How to Write a Landing Page (and How Not To)
Your hero says 'Empowering synergistic solutions'. I still do not know what you sell.
A landing page has one job: make a stranger understand what you do and why they should care, before they scroll. Most pages spend that moment on a slogan.
The Full Truth
on A B2B SaaS landing page
Three scrolls in and your own homepage still cannot explain your product.
- 01
Vague hero
Critical'Empowering teams to do more' could be a bank, a yoga app or a forklift. Say the actual thing.
- 02
No proof above the fold
NotableFirst real evidence is a testimonial at the bottom. By then most visitors are gone.
- 03
Competing CTAs
NotableFive buttons in the hero: 'Start free', 'Book demo', 'Watch video', 'Contact', 'Learn more'. Pick one.
Empowering teams to achieve more, together.
Project management for agencies that bill by the hour. See where every minute goes.
Five competing buttons in the hero.
One button: 'Start free'. Everything else moves below the fold.
- 1Rewrite the hero to name what you sell and who it is for.
- 2Move one piece of proof above the fold.
- 3Cut to a single primary CTA.
- 4Read the first screen to a stranger. If they cannot repeat what you do, rewrite it.
That was a stranger's website / landing page. Drop yours, I will go just as hard.
One coffee, from €2,99. No mercy.
A Full Truth on a landing page finds the vague hero, the missing proof, and the call to action that asks for marriage on the first date.
- 01Say what it is in the first line, in plain words a customer would use.
- 02One primary call to action, repeated, not five competing buttons.
- 03Show proof early: a number, a logo, a real quote.
- 04Write benefits, not features. 'Saves you an hour a day' beats 'AI-powered'.
- 05Make the next step obvious and small.
- A hero headline that could belong to any company in any industry.
- "Empowering", "seamless", "next-generation" doing the work real words should do.
- Eleven calls to action, so the visitor picks none.
- Stock photos of people laughing at a laptop.
- Asking for a credit card before you have said what you do.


§ Your assignment
The listing below is to be copied exactly, with pictures excluded.

##### Given records

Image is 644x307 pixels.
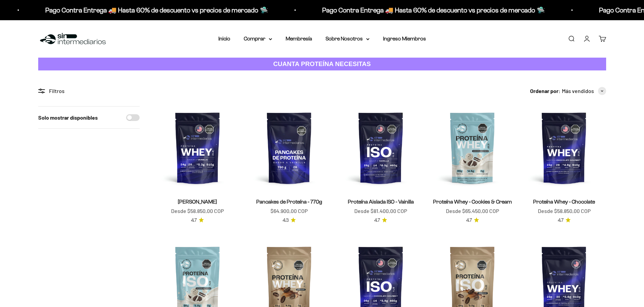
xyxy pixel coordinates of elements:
[530,86,560,96] span: Ordenar por:
[533,199,595,205] a: Proteína Whey - Chocolate
[171,207,224,216] sale-price: Desde $58.850,00 COP
[374,217,379,224] span: 4.7
[354,207,407,216] sale-price: Desde $81.400,00 COP
[374,217,387,224] a: 4.74.7 de 5.0 estrellas
[558,217,571,224] a: 4.74.7 de 5.0 estrellas
[322,5,544,15] p: Pago Contra Entrega 🚚 Hasta 60% de descuento vs precios de mercado 🛸
[39,86,140,96] div: Filtros
[39,113,97,122] label: Solo mostrar disponibles
[558,217,563,224] span: 4.7
[347,199,414,205] a: Proteína Aislada ISO - Vainilla
[383,36,426,41] a: Ingreso Miembros
[218,36,230,41] a: Inicio
[191,217,197,224] span: 4.7
[283,217,296,224] a: 4.34.3 de 5.0 estrellas
[270,207,307,216] sale-price: $64.900,00 COP
[178,199,217,205] a: [PERSON_NAME]
[562,86,605,96] button: Más vendidos
[466,217,472,224] span: 4.7
[432,199,512,205] a: Proteína Whey - Cookies & Cream
[243,34,272,44] summary: Comprar
[538,207,590,216] sale-price: Desde $58.850,00 COP
[286,36,312,41] a: Membresía
[39,57,605,71] a: CUANTA PROTEÍNA NECESITAS
[466,217,479,224] a: 4.74.7 de 5.0 estrellas
[256,199,322,205] a: Pancakes de Proteína - 770g
[562,86,594,96] span: Más vendidos
[273,60,371,67] strong: CUANTA PROTEÍNA NECESITAS
[446,207,499,216] sale-price: Desde $65.450,00 COP
[283,217,289,224] span: 4.3
[191,217,204,224] a: 4.74.7 de 5.0 estrellas
[45,5,268,15] p: Pago Contra Entrega 🚚 Hasta 60% de descuento vs precios de mercado 🛸
[326,34,369,44] summary: Sobre Nosotros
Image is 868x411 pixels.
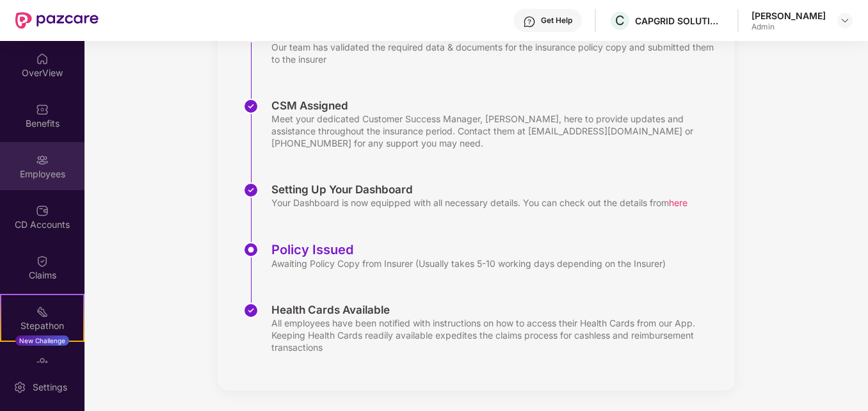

##########

§ Result
Image is 644x307 pixels.
xyxy pixel coordinates of elements:
[530,86,560,96] span: Ordenar por:
[533,199,595,205] a: Proteína Whey - Chocolate
[171,207,224,216] sale-price: Desde $58.850,00 COP
[374,217,379,224] span: 4.7
[354,207,407,216] sale-price: Desde $81.400,00 COP
[374,217,387,224] a: 4.74.7 de 5.0 estrellas
[558,217,571,224] a: 4.74.7 de 5.0 estrellas
[322,5,544,15] p: Pago Contra Entrega 🚚 Hasta 60% de descuento vs precios de mercado 🛸
[39,86,140,96] div: Filtros
[39,113,97,122] label: Solo mostrar disponibles
[558,217,563,224] span: 4.7
[347,199,414,205] a: Proteína Aislada ISO - Vainilla
[383,36,426,41] a: Ingreso Miembros
[218,36,230,41] a: Inicio
[191,217,197,224] span: 4.7
[283,217,296,224] a: 4.34.3 de 5.0 estrellas
[270,207,307,216] sale-price: $64.900,00 COP
[178,199,217,205] a: [PERSON_NAME]
[562,86,605,96] button: Más vendidos
[466,217,472,224] span: 4.7
[432,199,512,205] a: Proteína Whey - Cookies & Cream
[243,34,272,44] summary: Comprar
[538,207,590,216] sale-price: Desde $58.850,00 COP
[286,36,312,41] a: Membresía
[39,57,605,71] a: CUANTA PROTEÍNA NECESITAS
[466,217,479,224] a: 4.74.7 de 5.0 estrellas
[256,199,322,205] a: Pancakes de Proteína - 770g
[562,86,594,96] span: Más vendidos
[273,60,371,67] strong: CUANTA PROTEÍNA NECESITAS
[446,207,499,216] sale-price: Desde $65.450,00 COP
[283,217,289,224] span: 4.3
[191,217,204,224] a: 4.74.7 de 5.0 estrellas
[45,5,268,15] p: Pago Contra Entrega 🚚 Hasta 60% de descuento vs precios de mercado 🛸
[326,34,369,44] summary: Sobre Nosotros
Image is 868x411 pixels.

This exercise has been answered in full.